"A trifle overwhelming!" said Brooke, reflectively, "and yet it gets hold of one. There is a difference between it and the English valley you once mentioned."
Barbara turned to him, with a little gleam in her eyes.
"Of course!" she said. "One is glad there is, since it is typical of both countries. You couldn't tame this river and set it gliding smoothly between mossy stepping-stones."
"No," said Brooke, "I scarcely think one would wish to if he could. One feels it wouldn't be fitting."
"And yet we shall put the power that's in it into harness by and by."
"Without taming it?"
Barbara nodded. "Yes," she said. "If you had ever stood in a Canadian power house, as I have done once or twice, you would understand. You can hear the big dynamos humming in one low, deep note while the little blue sparks flicker about the shafts. They stand for controlled energy; but the whole place rocks with the whirring of the turbines and the thunder of the water plunging down the shoots. The river that drives them does it exulting in its strength. You couldn't fancy it lapping among the lily leaves in sunlit pools. It hasn't time."
"To have no time for artistic effect is typical of this country, then?" said Brooke.
Barbara smiled. "Yes," she said, "I really think it is. We shall come to that later, but this, you see, isn't art, but something greater. It's nature untrammelled, and primeval force."
"Then you, who personify reposefulness, admire force?"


» Work required
If a line in the data below holds the word "pesos", copy it.

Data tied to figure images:
####
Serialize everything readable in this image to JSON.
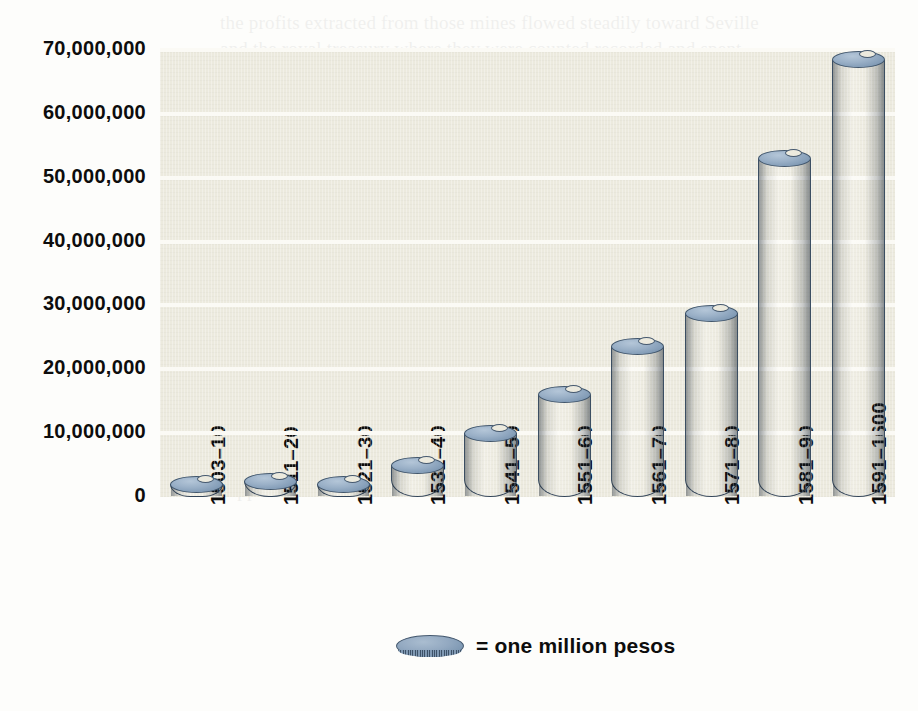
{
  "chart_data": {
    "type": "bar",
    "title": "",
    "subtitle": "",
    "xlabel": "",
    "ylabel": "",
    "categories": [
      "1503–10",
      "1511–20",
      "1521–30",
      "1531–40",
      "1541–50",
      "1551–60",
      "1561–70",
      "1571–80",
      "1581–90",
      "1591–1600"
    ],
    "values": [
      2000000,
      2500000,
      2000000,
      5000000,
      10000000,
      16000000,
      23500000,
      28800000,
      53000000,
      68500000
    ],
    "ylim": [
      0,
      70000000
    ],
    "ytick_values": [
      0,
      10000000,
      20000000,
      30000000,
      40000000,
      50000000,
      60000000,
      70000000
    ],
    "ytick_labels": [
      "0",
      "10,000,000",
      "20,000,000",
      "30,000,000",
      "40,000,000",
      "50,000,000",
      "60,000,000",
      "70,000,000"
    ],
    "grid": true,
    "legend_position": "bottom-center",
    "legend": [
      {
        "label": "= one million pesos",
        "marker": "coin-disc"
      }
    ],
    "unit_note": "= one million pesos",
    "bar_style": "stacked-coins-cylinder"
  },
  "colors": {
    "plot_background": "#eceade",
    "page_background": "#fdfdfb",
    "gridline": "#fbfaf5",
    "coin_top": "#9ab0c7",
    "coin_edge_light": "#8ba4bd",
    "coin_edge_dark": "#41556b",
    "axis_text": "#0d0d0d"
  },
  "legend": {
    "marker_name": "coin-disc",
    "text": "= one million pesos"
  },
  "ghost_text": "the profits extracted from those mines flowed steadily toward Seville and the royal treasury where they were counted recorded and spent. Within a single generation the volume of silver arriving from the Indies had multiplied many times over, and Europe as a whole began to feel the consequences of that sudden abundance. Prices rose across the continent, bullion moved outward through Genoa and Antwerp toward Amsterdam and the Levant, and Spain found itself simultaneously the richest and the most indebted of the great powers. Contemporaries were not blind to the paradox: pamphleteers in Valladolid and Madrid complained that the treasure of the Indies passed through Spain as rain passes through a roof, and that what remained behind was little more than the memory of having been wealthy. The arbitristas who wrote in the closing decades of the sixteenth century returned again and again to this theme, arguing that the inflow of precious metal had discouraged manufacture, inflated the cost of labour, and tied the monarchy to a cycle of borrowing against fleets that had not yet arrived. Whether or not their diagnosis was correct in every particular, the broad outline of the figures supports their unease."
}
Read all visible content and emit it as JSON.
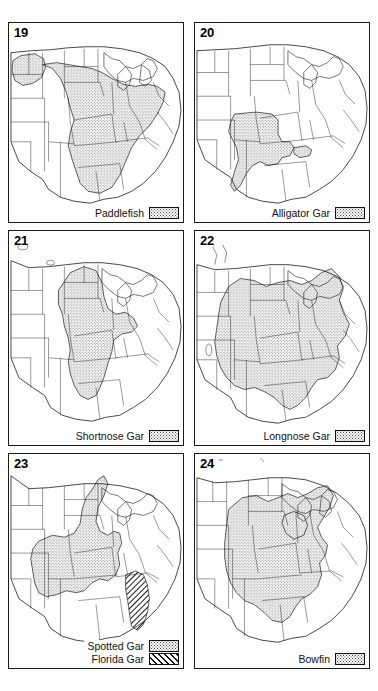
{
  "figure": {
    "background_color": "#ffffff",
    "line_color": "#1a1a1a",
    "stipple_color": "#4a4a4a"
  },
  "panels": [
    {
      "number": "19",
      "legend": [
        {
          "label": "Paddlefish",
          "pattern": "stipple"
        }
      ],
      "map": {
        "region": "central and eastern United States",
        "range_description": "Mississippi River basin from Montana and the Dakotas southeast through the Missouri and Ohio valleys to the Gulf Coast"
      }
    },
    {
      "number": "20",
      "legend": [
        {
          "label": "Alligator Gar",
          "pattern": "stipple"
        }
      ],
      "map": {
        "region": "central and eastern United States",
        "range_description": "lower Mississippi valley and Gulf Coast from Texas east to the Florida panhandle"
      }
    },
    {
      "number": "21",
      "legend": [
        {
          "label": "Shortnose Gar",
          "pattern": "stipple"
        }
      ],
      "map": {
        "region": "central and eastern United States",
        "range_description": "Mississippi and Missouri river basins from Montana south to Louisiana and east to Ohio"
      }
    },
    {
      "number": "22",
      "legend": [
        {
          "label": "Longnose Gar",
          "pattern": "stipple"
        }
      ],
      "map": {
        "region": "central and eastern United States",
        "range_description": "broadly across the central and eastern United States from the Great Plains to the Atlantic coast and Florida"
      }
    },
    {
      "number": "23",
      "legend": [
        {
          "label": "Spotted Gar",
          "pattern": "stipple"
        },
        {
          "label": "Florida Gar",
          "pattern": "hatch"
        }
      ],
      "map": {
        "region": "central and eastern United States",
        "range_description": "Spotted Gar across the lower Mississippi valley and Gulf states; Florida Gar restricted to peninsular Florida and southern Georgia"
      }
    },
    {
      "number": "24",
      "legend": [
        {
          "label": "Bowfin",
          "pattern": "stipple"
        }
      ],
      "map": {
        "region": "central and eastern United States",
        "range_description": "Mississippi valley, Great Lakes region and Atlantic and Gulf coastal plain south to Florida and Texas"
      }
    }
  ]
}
####
» Task solution
        "label": "= one million pesos",
    "unit_note": "= one million pesos",
    "text": "= one million pesos"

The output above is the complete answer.